Simple number of elements in the spec
as a whole shouldn't be a measure of complexity for either authors or architects,
since you only include or work with the elements that matter for your domain.
For example, the learning and training specializations don't increase complexity
for authors or architects in basic tech comm.
So do we really have a complexity problem,
that is it's too hard to use DITA or create new DITA specializations? Or
do we have a communication problem, about how to use DITA (start small,
include what you need, don't try to use stuff you don't need)? Or are there
other problems, outside the domain of the spec, like customizing processing
flows, that get reflected back on the spec even though it's really something
outside our control?
I don't mean to dismiss complaints about
complexity, but like you I think we need to understand the actual motivations/causes
of the complaints before we can usefully react.

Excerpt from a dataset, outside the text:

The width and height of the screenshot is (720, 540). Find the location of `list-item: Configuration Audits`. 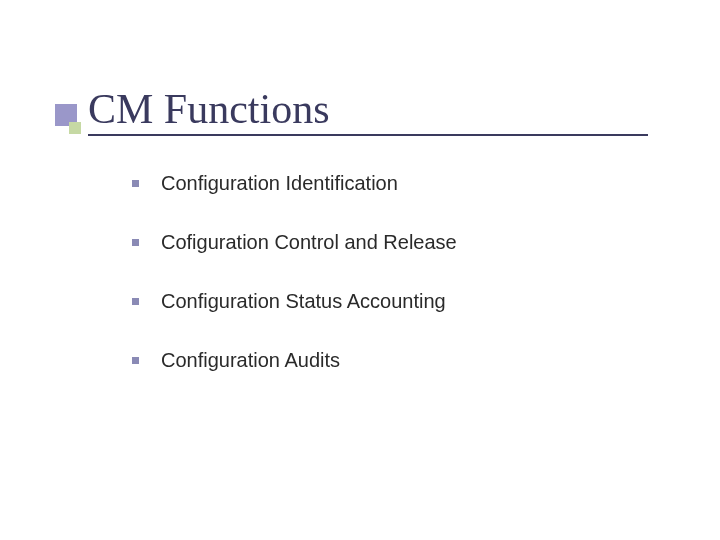

list-item: Configuration Audits is located at coordinates (426, 360).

Michael Priestley, Senior Technical
Staff Member (STSM)
Lead IBM DITA Architect
mpriestl@ca.ibm.com
http://dita.xml.org/blog/25
From:
| "Bruce Nevin (bnevin)" <bnevin@cisco.com>
|
To:
| <dita@lists.oasis-open.org>, <dita-adoption@lists.oasis-open.org>
|
Date:
| 12/06/2010 11:01 AM
|
Subject:
| [dita] who complains about complexity
of DITA? |
Are we entirely
clear about the use contexts in which users find the number of elements
onerous or confusing? Obviously, the authoring environment is one. But
do architects also object? Do the tools vendors object? This seems less
likely to me, but it's not something to guess, we should find out. And
is that (the number of elements) the only complexity that they object to?
The constraints
mechanism can neatly address the perceived complexity in the authoring
environment. (Be it noted that existing mechanisms provided by [some?]
authoring tools to hide elements from authors apparently do not reduce
these complaints, maybe because the complaints come from users who don't
make use of them.) But creating and managing constraints is another layer
for architects and designers to deal with.